Marking Holocaust Remembrance Day, Berlin's Rabbi Yehuda Teichtal, published a new prayer book (siddur) with German translation.
The prayer book, whose production spanned four years, features close to 1,400 pages of clear print and attractive design. According to Teichtal, this is the first time in over a century that a one-volume complete Orthodox prayer book encompassing all daily and holiday prayers with contemporary German translation, along with instructions and explanations regarding the prayers, has been printed in Germany.
While in the process of compiling the prayer book, Rabbi Teichtal founded a Jewish publishing house in Berlin which he named "Juedisches." The prayerbook is its first publication.
"This prayer book has all the prayers that a person needs for the entire year, including the holidays, except for Rosh Hashana and Yom Kippur" Rabbi Teichtal said. "Publishing this prayer book is also our way of announcing the opening of a new Jewish publishing house in Germany."
"For hundreds of years, one of the main ways of commemorating the tribulations in Jewish history was through prayer. This year, I’m certain that reciting the prayer 'Almighty, Filled with Compassion,' (El Malei Rachamim said at memorials and funerals, ed.) in memory of the six million who were murdered in the Holocaust, will evoke great emotion in me, because I will be reciting it along with the contemporary German translation as appears in the new prayer book.
"Aside from the technical advantage of translating the prayers into German, I feel that one way to encourage the younger generation to join us in remembering and honoring the past is by linking memories of the past to a revitalized movement of Jewish spirituality.
"The fact that specifically here, in a place where they attempted to exterminate European Jewry, there is now a vibrant, active Jewish community, as manifest by the publication of one of the most prominent and basic Jewish works in the German language, attests to the spiritual force and power of humanity, and of the Jewish nation in particular. I sincerely hope that this will be a source of inspiration and message of unity to a younger generation."
Juedisches hopes to print other basic Jewish texts, and has already completed nearly one-third of a Book of Psalms with German translation. The Psalms will be published in conjunction with and with the permission of the Kehot American publishing house.
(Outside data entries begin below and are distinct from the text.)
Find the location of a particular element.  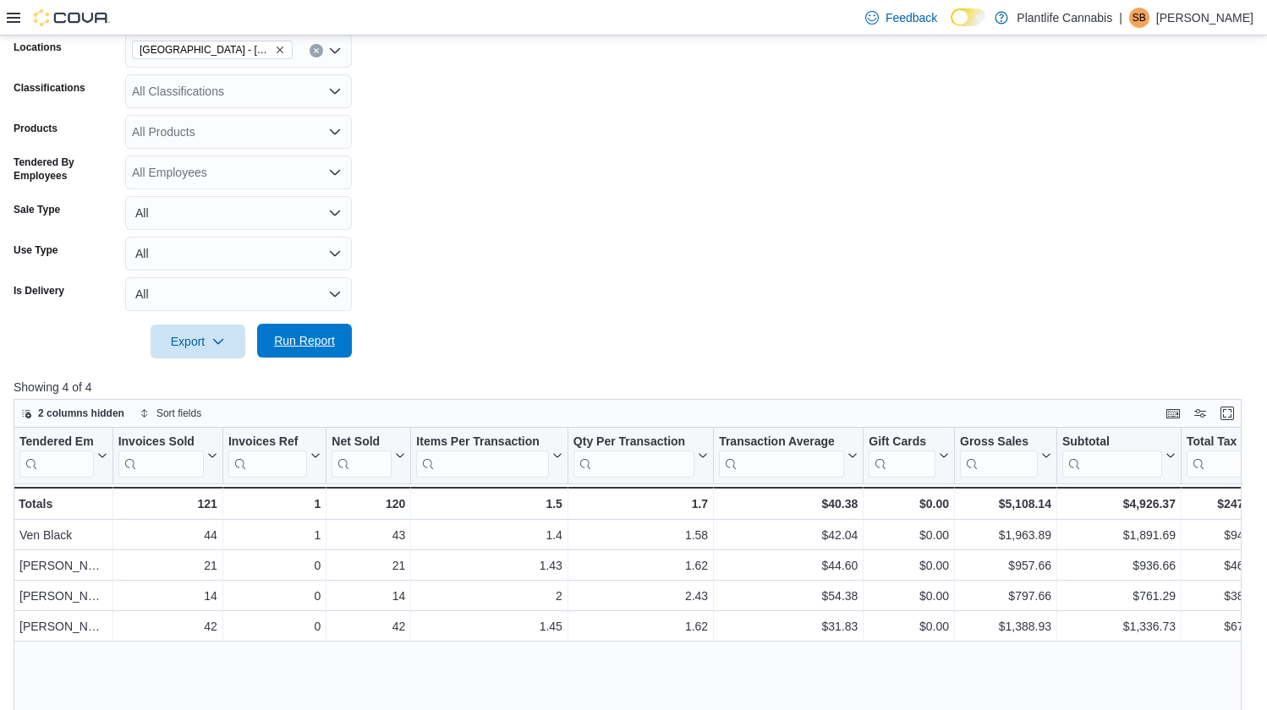

button: Tendered Employee is located at coordinates (63, 456). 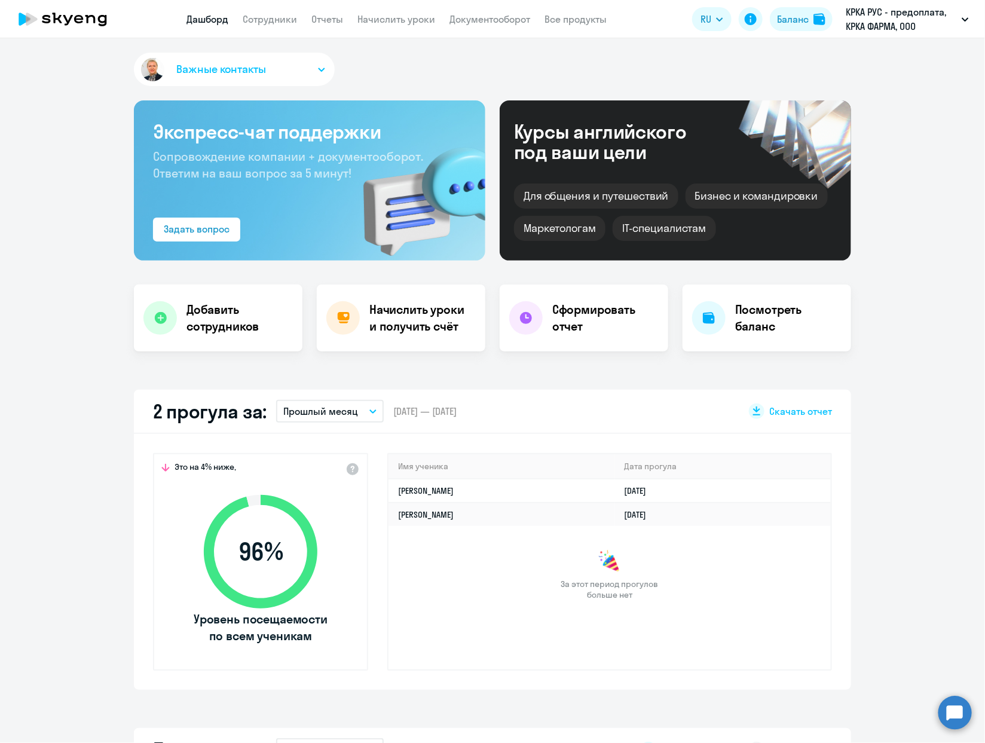 I want to click on span: Уровень посещаемости по всем ученикам, so click(x=260, y=627).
The new "Tehillat Hashem" prayer book comprises some 1,400 pages, half of which are in Hebrew and the other half in German. In addition to the actual prayers, translation, and elucidation, the book also includes Ethics of the Fathers, Torah readings for Mondays, Thursdays and Holidays, and basic Jewish laws of prayer.
It will be available for purchase in German Jewish communities, on the Swiss Jewish website "Books & Bagels," and on Amazon.
In 1895, Frankfurt's Rabbi Samson Raphael Hirsch, who was one of the leading Orthodox Rabbis in nineteenth century Europe, printed one of the first Jewish prayer books to include German translation. In the twentieth century, several other prayer books were printed in German, as well, but few included all the prayers, and others were divided into several volumes.
Rabbi Teichtal is the grandson of Rabbi Yissachar Shlomo Teichtal, a Hungarian Torah scholar who differed from mainstream Hungarian rabbis by changing his views on Zionism during WWII when he saw what was happening to European Jewry. He wrote that redemption can be brought closer by building up the Holy Land and that the tragedy might have been averted had Jews returned to Israel. His seminal work expounding that position, "Eim Habanim Smeicha," was penned during the Holocaust.. He was killed while being transported to Mauthausen concentration camp from Auschwitz.